Throughout most of 2020, then-Democratic candidate for president Joe Biden promised he was going to “shut down the virus.”
He made the pledge so often that I lost count. One of the more memorable instances was in a tweet posted on Oct. 30, 2020, just a few days before the election.
“I’m not going to shut down the country. I’m not going to shut down the economy. I’m going to shut down the virus,” Biden wrote at the time.
It was reminiscent of a claim made by disgraced former North Carolina Sen. John Edwards in 2004 as failed Democratic presidential nominee John Kerry’s vice-presidential running mate.
“If we do the work that we can do in this country, the work that we will do when John Kerry is president, people like Christopher Reeve are going to walk, get up out of that wheelchair and walk again,” Edwards told a crowd of supporters at an October 2004 rally.
Though we one day hope that there will be a cure for devastating spinal cord injuries the likes of which Reeves suffered, it’s likely a long way off, and certainly cannot be cured by the magic touch of a presidential candidate. A virus like COVID-19, on the other hand, is something that has to be managed and will never fully go away. It hasn’t gone away in countries that implemented the severest of lockdowns, and it won’t happen here in America, either.
After the spike in cases from the Omicron variant of the coronavirus, which happened after the spike in cases from the Delta variant, Joe Biden finally admitted late last month that “there is no federal solution” to shutting down the virus, during a call with the nation’s governors.
It was a remarkable statement for Biden to make considering he repeatedly suggested last year that then-President Donald Trump was a failure for not getting the virus under control, though it would be under Trump’s administration that COVID vaccines would be developed in record time.
Ironically, it was those same vaccines that both Biden and his vice-presidential running mate Kamala Harris deliberately undermined in the fall of 2020, saying they would be hesitant to take them unless a “board of scientists” reviewed them since Trump was, to paraphrase, allegedly “rushing them through.”
Senior members of his administration including top health advisers like Dr. Anthony Fauci and CDC director Dr. Rochelle Walensky are marching in lockstep with Biden as well, conveniently loosening guidelines surrounding CDC recommendations on isolation and quarantine periods for those who have been infected or exposed to the virus respectively, admittedly based primarily on economic considerations.
Biden’s one-year metamorphosis on eradicating the coronavirus has been both quite astonishing and infuriating at the same time, especially when one considers that some of the solutions and admissions that are now being made by these people are things Republicans, including Trump, said last year. They were essentially branded murderers for their observations at the time.

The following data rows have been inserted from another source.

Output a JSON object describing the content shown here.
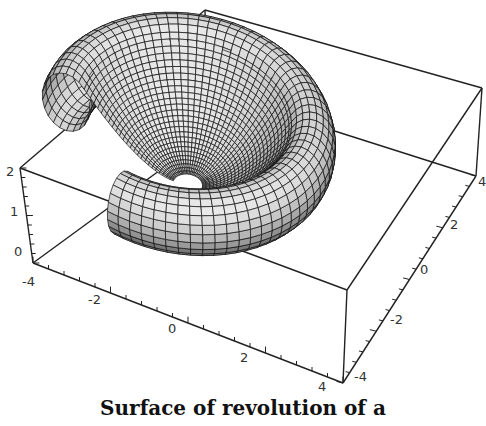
{
  "chart_data": {
    "type": "surface3d",
    "title": "Surface of revolution of a",
    "xlabel": "",
    "ylabel": "",
    "zlabel": "",
    "axes": {
      "x": {
        "ticks": [
          -4,
          -2,
          0,
          2,
          4
        ],
        "range": [
          -4,
          4
        ]
      },
      "y": {
        "ticks": [
          -4,
          -2,
          0,
          2,
          4
        ],
        "range": [
          -4,
          4
        ]
      },
      "z": {
        "ticks": [
          0,
          1,
          2
        ],
        "range": [
          0,
          2
        ]
      }
    },
    "box": true,
    "grid": false,
    "legend": null,
    "colors": {
      "surface": "#bdbdbd",
      "mesh": "#111111",
      "box": "#222222",
      "background": "#ffffff"
    }
  },
  "labels": {
    "caption": "Surface of revolution of a",
    "x_ticks": [
      "-4",
      "-2",
      "0",
      "2",
      "4"
    ],
    "y_ticks": [
      "-4",
      "-2",
      "0",
      "2",
      "4"
    ],
    "z_ticks": [
      "2",
      "1",
      "0"
    ]
  }
}
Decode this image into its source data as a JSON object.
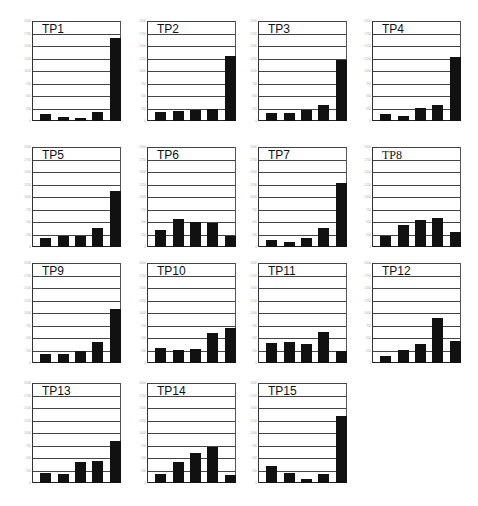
{
  "chart_data": [
    {
      "type": "bar",
      "title": "TP1",
      "categories": [
        "1",
        "2",
        "3",
        "4",
        "5"
      ],
      "values": [
        135,
        90,
        55,
        180,
        1670
      ],
      "ylim": [
        0,
        2000
      ],
      "yticks": [
        0,
        250,
        500,
        750,
        1000,
        1250,
        1500,
        1750,
        2000
      ],
      "grid": true
    },
    {
      "type": "bar",
      "title": "TP2",
      "categories": [
        "1",
        "2",
        "3",
        "4",
        "5"
      ],
      "values": [
        180,
        200,
        220,
        245,
        1305
      ],
      "ylim": [
        0,
        2000
      ],
      "yticks": [
        0,
        250,
        500,
        750,
        1000,
        1250,
        1500,
        1750,
        2000
      ],
      "grid": true
    },
    {
      "type": "bar",
      "title": "TP3",
      "categories": [
        "1",
        "2",
        "3",
        "4",
        "5"
      ],
      "values": [
        165,
        160,
        230,
        330,
        1230
      ],
      "ylim": [
        0,
        2000
      ],
      "yticks": [
        0,
        250,
        500,
        750,
        1000,
        1250,
        1500,
        1750,
        2000
      ],
      "grid": true
    },
    {
      "type": "bar",
      "title": "TP4",
      "categories": [
        "1",
        "2",
        "3",
        "4",
        "5"
      ],
      "values": [
        150,
        110,
        260,
        325,
        1285
      ],
      "ylim": [
        0,
        2000
      ],
      "yticks": [
        0,
        250,
        500,
        750,
        1000,
        1250,
        1500,
        1750,
        2000
      ],
      "grid": true
    },
    {
      "type": "bar",
      "title": "TP5",
      "categories": [
        "1",
        "2",
        "3",
        "4",
        "5"
      ],
      "values": [
        175,
        215,
        230,
        375,
        1130
      ],
      "ylim": [
        0,
        2000
      ],
      "yticks": [
        0,
        250,
        500,
        750,
        1000,
        1250,
        1500,
        1750,
        2000
      ],
      "grid": true
    },
    {
      "type": "bar",
      "title": "TP6",
      "categories": [
        "1",
        "2",
        "3",
        "4",
        "5"
      ],
      "values": [
        345,
        555,
        510,
        490,
        230
      ],
      "ylim": [
        0,
        2000
      ],
      "yticks": [
        0,
        250,
        500,
        750,
        1000,
        1250,
        1500,
        1750,
        2000
      ],
      "grid": true
    },
    {
      "type": "bar",
      "title": "TP7",
      "categories": [
        "1",
        "2",
        "3",
        "4",
        "5"
      ],
      "values": [
        140,
        95,
        180,
        380,
        1285
      ],
      "ylim": [
        0,
        2000
      ],
      "yticks": [
        0,
        250,
        500,
        750,
        1000,
        1250,
        1500,
        1750,
        2000
      ],
      "grid": true
    },
    {
      "type": "bar",
      "title": "TP8",
      "categories": [
        "1",
        "2",
        "3",
        "4",
        "5"
      ],
      "values": [
        220,
        450,
        540,
        590,
        310
      ],
      "ylim": [
        0,
        2000
      ],
      "yticks": [
        0,
        250,
        500,
        750,
        1000,
        1250,
        1500,
        1750,
        2000
      ],
      "grid": true
    },
    {
      "type": "bar",
      "title": "TP9",
      "categories": [
        "1",
        "2",
        "3",
        "4",
        "5"
      ],
      "values": [
        180,
        180,
        240,
        420,
        1090
      ],
      "ylim": [
        0,
        2000
      ],
      "yticks": [
        0,
        250,
        500,
        750,
        1000,
        1250,
        1500,
        1750,
        2000
      ],
      "grid": true
    },
    {
      "type": "bar",
      "title": "TP10",
      "categories": [
        "1",
        "2",
        "3",
        "4",
        "5"
      ],
      "values": [
        300,
        260,
        280,
        600,
        705
      ],
      "ylim": [
        0,
        2000
      ],
      "yticks": [
        0,
        250,
        500,
        750,
        1000,
        1250,
        1500,
        1750,
        2000
      ],
      "grid": true
    },
    {
      "type": "bar",
      "title": "TP11",
      "categories": [
        "1",
        "2",
        "3",
        "4",
        "5"
      ],
      "values": [
        400,
        420,
        380,
        625,
        245
      ],
      "ylim": [
        0,
        2000
      ],
      "yticks": [
        0,
        250,
        500,
        750,
        1000,
        1250,
        1500,
        1750,
        2000
      ],
      "grid": true
    },
    {
      "type": "bar",
      "title": "TP12",
      "categories": [
        "1",
        "2",
        "3",
        "4",
        "5"
      ],
      "values": [
        135,
        260,
        380,
        895,
        435
      ],
      "ylim": [
        0,
        2000
      ],
      "yticks": [
        0,
        250,
        500,
        750,
        1000,
        1250,
        1500,
        1750,
        2000
      ],
      "grid": true
    },
    {
      "type": "bar",
      "title": "TP13",
      "categories": [
        "1",
        "2",
        "3",
        "4",
        "5"
      ],
      "values": [
        205,
        180,
        415,
        450,
        850
      ],
      "ylim": [
        0,
        2000
      ],
      "yticks": [
        0,
        250,
        500,
        750,
        1000,
        1250,
        1500,
        1750,
        2000
      ],
      "grid": true
    },
    {
      "type": "bar",
      "title": "TP14",
      "categories": [
        "1",
        "2",
        "3",
        "4",
        "5"
      ],
      "values": [
        185,
        430,
        605,
        725,
        170
      ],
      "ylim": [
        0,
        2000
      ],
      "yticks": [
        0,
        250,
        500,
        750,
        1000,
        1250,
        1500,
        1750,
        2000
      ],
      "grid": true
    },
    {
      "type": "bar",
      "title": "TP15",
      "categories": [
        "1",
        "2",
        "3",
        "4",
        "5"
      ],
      "values": [
        345,
        195,
        85,
        180,
        1340
      ],
      "ylim": [
        0,
        2000
      ],
      "yticks": [
        0,
        250,
        500,
        750,
        1000,
        1250,
        1500,
        1750,
        2000
      ],
      "grid": true
    }
  ],
  "layout": {
    "columns_x": [
      14,
      129,
      240,
      354
    ],
    "rows_y": [
      15,
      141,
      257,
      377
    ],
    "bar_color": "#111111",
    "grid_color": "#444444"
  }
}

Why is all this happening?
Reading between the lines, a major driver behind the CDC changes — in my opinion — was not just economics but also because the “important” people — such as Democrat Sen. Elizabeth Warren, business leaders, and others who preached to the highest hilt about getting vaccinated, boostered, and who urged people to be willing to make economic “sacrifices” for the greater good — were catching the Omicron variant even though they were the supposedly “safe” types who wouldn’t catch it.
Of course, they didn’t want to stick to the same rules they demanded others who were infected adhere to.

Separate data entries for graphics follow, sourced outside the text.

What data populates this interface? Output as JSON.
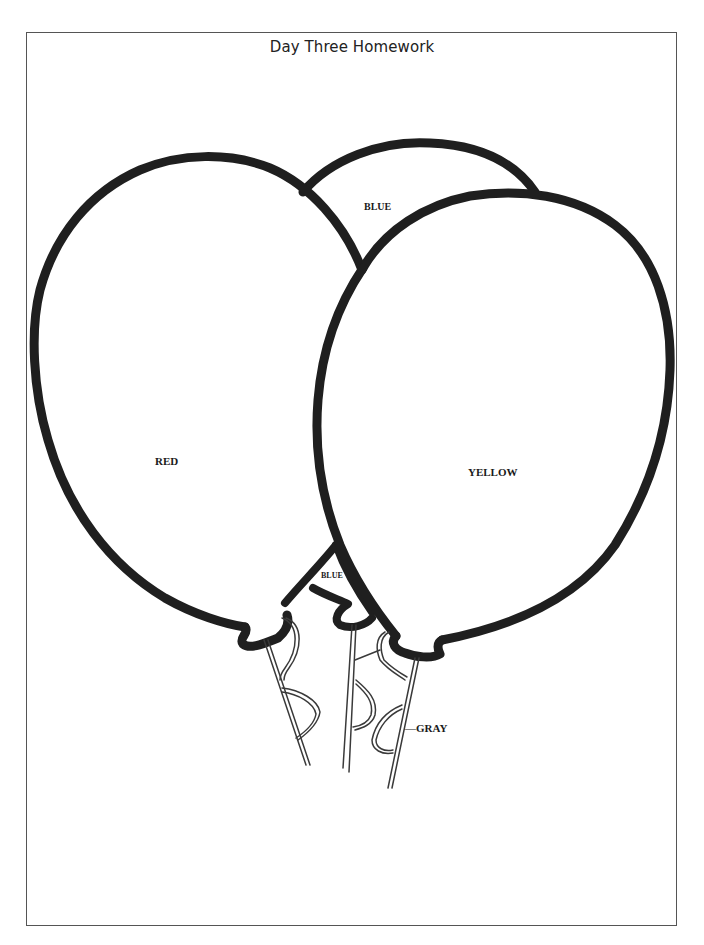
{
  "document": {
    "title": "Day Three Homework"
  },
  "balloons": {
    "blue_back": {
      "label": "BLUE",
      "color_name": "blue"
    },
    "red": {
      "label": "RED",
      "color_name": "red"
    },
    "yellow": {
      "label": "YELLOW",
      "color_name": "yellow"
    },
    "blue_small": {
      "label": "BLUE",
      "color_name": "blue"
    }
  },
  "strings": {
    "label": "—GRAY",
    "color_name": "gray"
  },
  "colors": {
    "outline": "#1f1f1f",
    "frame": "#555555",
    "background": "#ffffff"
  }
}
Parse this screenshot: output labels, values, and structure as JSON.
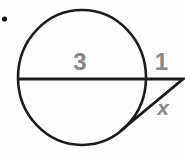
{
  "diagram": {
    "labels": {
      "chord": "3",
      "external_segment": "1",
      "tangent": "x"
    },
    "colors": {
      "line": "#1c1c1c",
      "label": "#878787",
      "bullet": "#111111",
      "background": "#fdfdfd"
    }
  }
}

Plus, there are political considerations for Joe Biden going into a midterm election year, and it just wouldn’t look good over the next few months for the guy who promised to “shut down the virus” to continue the country on such an unsustainable path, now would it?
Media analyst Stacey Matthews has also written under the pseudonym Sister Toldjah and is a regular contributor to RedState and Legal Insurrection.